Reputation: 65
I'm trying to use SymPy, which I've never done before, to solve a system of nonlinear equations, but I can't get it to work.
Here is what I have tried:
from sympy import *
a, b, c, d, e, f, x, y, z, g0, g1, g2 = symbols('a:f x:z g:3')
system = [(a * (x - y*z))/(b * (1 - z**2)) - g1,
(a * (y - x*z))/(c * (1 - z**2)) - g2,
f - d * (a * (x - y*z))/(b * (1 - z**2)) - e * (a * (y - x*z))/(c * (1 - z**2)) - g0]
nonlinsolve(system, [x, y, z])
What I want are the values of x, y and z in terms of the other symbols that solve the system. But I get the following error message:
Traceback (most recent call last):
File "/Users/phl43/Desktop/test.py", line 7, in <module>
nonlinsolve(system, [x, y, z])
File "/Library/Frameworks/Python.framework/Versions/3.7/lib/python3.7/site-packages/sympy/solvers/solveset.py", line 3053, in nonlinsolve
res = _handle_positive_dimensional(polys, symbols, denominators)
File "/Library/Frameworks/Python.framework/Versions/3.7/lib/python3.7/site-packages/sympy/solvers/solveset.py", line 2801, in _handle_positive_dimensional
denominators)
File "/Library/Frameworks/Python.framework/Versions/3.7/lib/python3.7/site-packages/sympy/solvers/solveset.py", line 2719, in substitution
old_result, solveset_real)
File "/Library/Frameworks/Python.framework/Versions/3.7/lib/python3.7/site-packages/sympy/solvers/solveset.py", line 2708, in _solve_using_known_values
result.remove(res)
ValueError: list.remove(x): x not in list
Any idea how to make this work?
Upvotes: 0
Views: 550
Reputation: 19047
See what you can learn by solving the system manually without checking:
>>> r = solve(system, dict=True, manual=True, check=False)
>>> r
[{x: -y, z: -1}, {x: y, z: 1}, {x: (b*g1 + c*g2*z)/a, y: (b*g1*z + c*g2)/a}]
The first two solutions are not going to work because that would lead to division by 0. The last solution sets the first two equations to 0 while the last solution satisfies the first two equations but these make the last expression independent of z:
>>> [simplify(i.subs(r[-1])) for i in r]
[0, 0, -d*g1 - e*g2 + f - g0]
So z
can be anything provided that g0 = f -d*g1 - e*g2
. It is an ill-posed set of equations for solving for x, y, and z.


### The problem
Send back the data below exactly. Drop every picture.

### Page and application data records
>>

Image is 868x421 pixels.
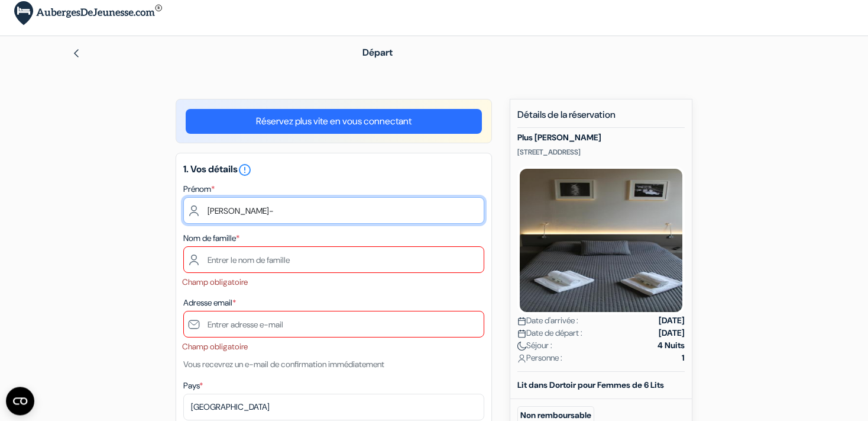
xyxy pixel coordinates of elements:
a: Réservez plus vite en vous connectant [185,109,482,134]
small: Vous recevrez un e-mail de confirmation immédiatement [183,359,384,369]
a: error_outline [238,163,252,175]
span: Date d'arrivée : [517,314,578,326]
li: Champ obligatoire [182,341,484,353]
img: calendar.svg [517,316,526,325]
strong: 1 [682,352,685,364]
img: moon.svg [517,342,526,350]
label: Pays [183,379,203,392]
input: Entrer adresse e-mail [183,311,484,337]
img: AubergesDeJeunesse.com [14,1,162,26]
b: Lit dans Dortoir pour Femmes de 6 Lits [517,379,664,390]
h5: Détails de la réservation [517,109,685,127]
li: Champ obligatoire [182,276,484,288]
label: Prénom [183,183,215,195]
i: error_outline [238,163,252,177]
span: Séjour : [517,339,552,352]
img: calendar.svg [517,329,526,338]
strong: [DATE] [659,314,685,326]
p: [STREET_ADDRESS] [517,147,685,157]
img: user_icon.svg [517,354,526,363]
img: left_arrow.svg [72,49,81,58]
label: Adresse email [183,296,236,309]
button: Ouvrir le widget CMP [6,387,34,415]
span: Personne : [517,352,562,364]
input: Entrer le nom de famille [183,246,484,273]
span: Date de départ : [517,326,582,339]
h5: 1. Vos détails [183,163,484,177]
label: Nom de famille [183,232,240,244]
span: Départ [363,46,393,59]
strong: [DATE] [659,326,685,339]
strong: 4 Nuits [658,339,685,352]
input: Entrez votre prénom [183,197,484,223]
h5: Plus [PERSON_NAME] [517,132,685,142]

<<

### Task solution
Image is 868x421 pixels.
xyxy pixel coordinates of elements:
a: Réservez plus vite en vous connectant [185,109,482,134]
small: Vous recevrez un e-mail de confirmation immédiatement [183,359,384,369]
a: error_outline [238,163,252,175]
span: Date d'arrivée : [517,314,578,326]
li: Champ obligatoire [182,341,484,353]
img: calendar.svg [517,316,526,325]
strong: 1 [682,352,685,364]
img: moon.svg [517,342,526,350]
label: Pays [183,379,203,392]
input: Entrer adresse e-mail [183,311,484,337]
img: AubergesDeJeunesse.com [14,1,162,26]
b: Lit dans Dortoir pour Femmes de 6 Lits [517,379,664,390]
h5: Détails de la réservation [517,109,685,127]
li: Champ obligatoire [182,276,484,288]
label: Prénom [183,183,215,195]
i: error_outline [238,163,252,177]
span: Séjour : [517,339,552,352]
img: calendar.svg [517,329,526,338]
strong: [DATE] [659,314,685,326]
p: [STREET_ADDRESS] [517,147,685,157]
img: user_icon.svg [517,354,526,363]
img: left_arrow.svg [72,49,81,58]
label: Adresse email [183,296,236,309]
button: Ouvrir le widget CMP [6,387,34,415]
span: Personne : [517,352,562,364]
input: Entrer le nom de famille [183,246,484,273]
span: Date de départ : [517,326,582,339]
h5: 1. Vos détails [183,163,484,177]
label: Nom de famille [183,232,240,244]
span: Départ [363,46,393,59]
strong: [DATE] [659,326,685,339]
strong: 4 Nuits [658,339,685,352]
input: Entrez votre prénom [183,197,484,223]
h5: Plus [PERSON_NAME] [517,132,685,142]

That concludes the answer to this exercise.